The question of Iran’s survival embodies, on its flip side, a logic of exclusion and the legitimization of external intervention. Presenting the transformation or suppression of a sovereign state as desirable operates within a neo-colonial legal framework, where certain states are invited to survive while others must accept condemnation or forced reconfiguration.
This trend is reinforced in Western coverage, where political actors deemed “disobedient” are automatically placed under suspicion, and their continuity depends on the granting or revocation of international legitimacy. The Iranian case clearly illustrates how Western media and political frameworks assume that “normality” requires the country’s disappearance, not its coexistence, adaptation, or redefinition on the global stage.
At this point, journalism should recover critical capacity, questioning not only the plausibility of desire but also its political and ethical legitimacy.
Beyond desire: geopolitical pluralism and the limits of prediction
Iran’s resistance to external erosion should be understood as part of a broader process of geopolitical pluralization in the region. Despite Israeli and Western pressure, Iran has established, maintained, and expanded networks of influence and cooperation in Lebanon, Syria, Iraq, Yemen, and beyond. Its ability to forge alliances and negotiate intertwined interests demonstrates singular adaptability, and its survival exposes the insufficiency of normative frameworks seeking its extinction.

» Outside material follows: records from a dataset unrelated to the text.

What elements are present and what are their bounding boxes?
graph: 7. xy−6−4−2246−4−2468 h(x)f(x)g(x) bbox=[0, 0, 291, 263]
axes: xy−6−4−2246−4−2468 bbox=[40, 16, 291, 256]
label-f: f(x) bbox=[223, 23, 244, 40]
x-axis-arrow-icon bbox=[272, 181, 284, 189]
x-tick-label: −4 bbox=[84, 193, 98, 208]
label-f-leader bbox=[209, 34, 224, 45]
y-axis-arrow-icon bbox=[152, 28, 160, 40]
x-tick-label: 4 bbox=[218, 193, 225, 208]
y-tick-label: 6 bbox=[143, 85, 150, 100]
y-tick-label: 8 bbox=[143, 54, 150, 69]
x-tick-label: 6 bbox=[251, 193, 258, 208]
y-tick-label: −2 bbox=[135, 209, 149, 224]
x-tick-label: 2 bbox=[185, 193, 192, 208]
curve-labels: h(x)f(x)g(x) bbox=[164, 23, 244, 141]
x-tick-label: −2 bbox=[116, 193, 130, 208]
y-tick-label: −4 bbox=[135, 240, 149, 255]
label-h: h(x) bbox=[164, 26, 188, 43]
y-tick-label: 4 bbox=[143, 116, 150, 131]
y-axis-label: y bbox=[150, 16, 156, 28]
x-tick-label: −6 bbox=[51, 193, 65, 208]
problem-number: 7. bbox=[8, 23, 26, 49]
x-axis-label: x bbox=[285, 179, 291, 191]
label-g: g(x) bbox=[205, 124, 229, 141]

Against the predictive mandate of Israeli political desire—replicated in media questions—reality presents a political architecture in motion, where states resist, negotiate, and reinvent themselves beyond their adversaries’ will. The 21st century has shown that multiple poles and actors challenge the designs of a single power. In this sense, the question of Iran’s existence in ten years is less an analytical window than a reiteration of desire and exclusionary politics dominating the international narrative.

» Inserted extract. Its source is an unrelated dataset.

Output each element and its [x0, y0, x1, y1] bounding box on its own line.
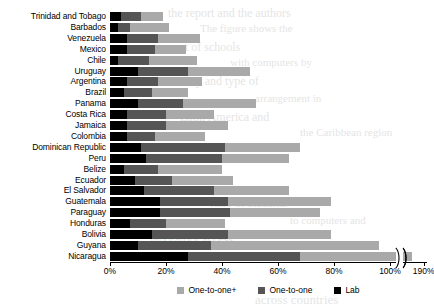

Rigorous analysis requires international journalism to go beyond mere reproduction of the desires and expectations of dominant actors. Iran’s future must be explored in its sociopolitical, structural, and cultural complexity, considering internal challenges, external legitimacy, and regional aspirations.
Zakaria’s question and Cohen’s response illustrate the tendency to turn political narratives into normative mandates, and journalism into a conduit for strategic desire. This logic is problematic, as it normalizes exclusionary thinking and promotes justification for interventions and pressure campaigns with real consequences for millions.

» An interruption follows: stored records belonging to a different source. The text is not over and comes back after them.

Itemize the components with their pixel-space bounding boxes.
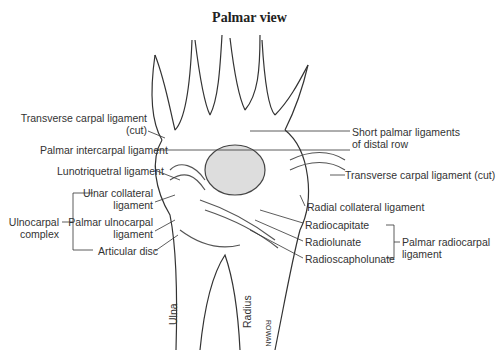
label-radiocapitate: Radiocapitate	[305, 219, 369, 231]
label-line: Ulnar collateral	[83, 187, 153, 199]
label-line: ligament	[83, 199, 153, 211]
label-ulna: Ulna	[167, 303, 179, 325]
label-palmar-radiocarpal-ligament: Palmar radiocarpal ligament	[402, 236, 490, 260]
label-radius: Radius	[241, 295, 253, 328]
artist-signature: ROWAN	[265, 320, 272, 347]
label-line: complex	[9, 228, 59, 240]
label-transverse-carpal-ligament-cut-right: Transverse carpal ligament (cut)	[345, 169, 495, 181]
label-line: ligament	[68, 228, 153, 240]
label-line: ligament	[402, 248, 490, 260]
label-lunotriquetral-ligament: Lunotriquetral ligament	[57, 165, 164, 177]
label-line: Transverse carpal ligament	[21, 112, 147, 124]
label-line: Short palmar ligaments	[352, 126, 460, 138]
label-line: of distal row	[352, 138, 460, 150]
label-transverse-carpal-ligament-cut-left: Transverse carpal ligament (cut)	[21, 112, 147, 136]
label-line: Palmar ulnocarpal	[68, 216, 153, 228]
label-ulnocarpal-complex: Ulnocarpal complex	[9, 216, 59, 240]
label-palmar-intercarpal-ligament: Palmar intercarpal ligament	[40, 144, 168, 156]
label-radial-collateral-ligament: Radial collateral ligament	[307, 201, 424, 213]
label-articular-disc: Articular disc	[98, 245, 158, 257]
label-radiolunate: Radiolunate	[305, 236, 361, 248]
label-short-palmar-ligaments: Short palmar ligaments of distal row	[352, 126, 460, 150]
label-line: Palmar radiocarpal	[402, 236, 490, 248]
label-ulnar-collateral-ligament: Ulnar collateral ligament	[83, 187, 153, 211]
label-radioscapholunate: Radioscapholunate	[305, 253, 395, 265]
label-line: Ulnocarpal	[9, 216, 59, 228]
label-palmar-ulnocarpal-ligament: Palmar ulnocarpal ligament	[68, 216, 153, 240]
label-line: (cut)	[21, 124, 147, 136]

The future is constructed in spaces of plurality, negotiation, and political imagination; turning questions into mandates closes that horizon and returns to the fatality of desire.
The interview between Fareed Zakaria and Yossi Cohen, more than an exploration of Iran’s future, stages the limits separating political desire from geopolitical reality. The Islamic Republic’s survival does not depend on its adversaries’ will or media mandates, but on its resilience, adaptability, and legitimacy in facing internal and external challenges.
This media scene confirms that major Western outlets often align more with regional power actors—and their transformative ambitions—than with rigorous critique. The challenge ahead is to develop analysis that acknowledges desire without confusing it with diagnosis; that probes contradictions without turning them into dogma; and that treats politics as process, not the fulfillment of fantasies.
Iran’s future will be shaped by complex interactions of history, power, sovereignty, and resistance. True journalism must provide space not to reinforce exclusionary mandates, but to open the door to understanding and the coexistence of possibilities.